Roman Britain
R.J.A.Wilson accounts for the making of Roman Britain.
R.J.A.Wilson accounts for the making of Roman Britain.
‘England… requires markets more than colonies.’ Mary Kingsley’s espousal of the African cause was founded on the empathy between second-class citizens in a white, male-dominated society, as Deborah Birkett reveals.
'Stirring up divine discontent' by education to effect a transformation of the social order became the credo of one of Victorian Christian Socialism's most colourful characters, far outpacing the more temperate aims of its founders.
Attempts by returning First World War servicemen to unionise were portrayed in intelligence reports as part of a sinister Bolshevik prelude to revolution in Britain.
Nicholas Orme shows how Catholic and Protestant reformers alike campaigned rigorously against medieval attitudes to prostitution which were far less restrictive and oppressive than is often supposed.

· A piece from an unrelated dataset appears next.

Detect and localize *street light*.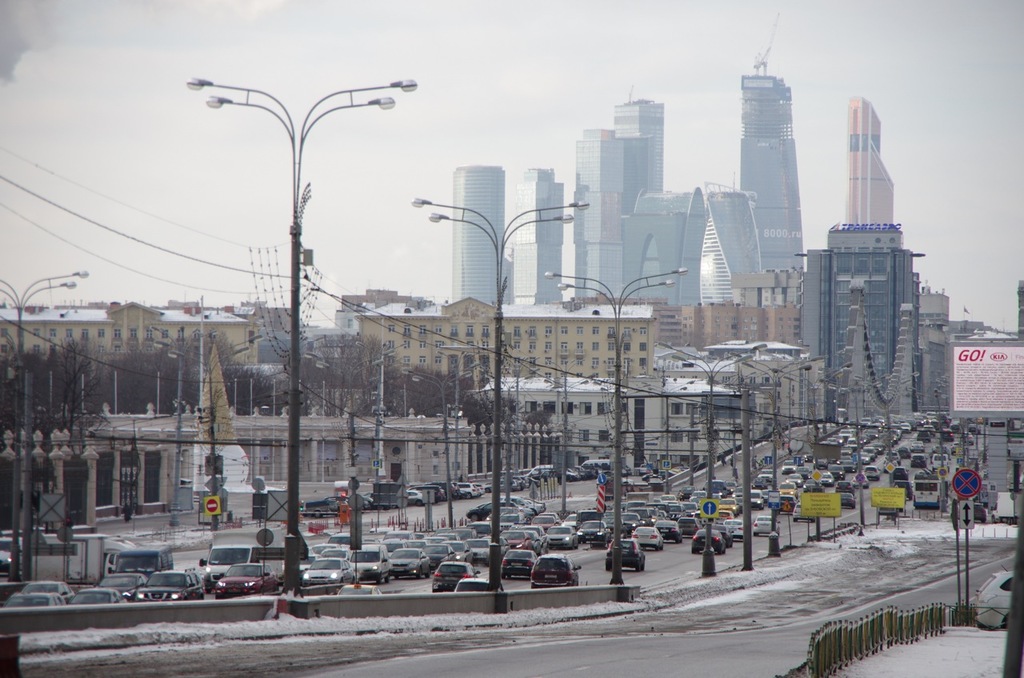
Localized at detection(157, 332, 264, 532).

Service to the Crown might bring hereditary office and a title for the upwardly mobile of Louis X/V's France, but not acceptance by the traditional 'aristocracy of the sword'. Close scrutiny reveals attempts to incorporate a new breed of noble into an essentially static society.
The newly-found voices of the slaves caught up in the American Civil War, and heard through letters to their families, are a testimony to their tenacity and unity in the struggle for emancipation.
'Take but degree away... and hark what discord follows' was a Tudor and Stuart commonplace but the neatness and fixity of what we think of as their social order is a creation of historians.
Jack-of-all-trades and master of a period of English history which he both lived through and epitomised.
Existing elements of pagan midwinter rites fused with the developing theology of Christmas in an appeal to the senses of both sacred and lay.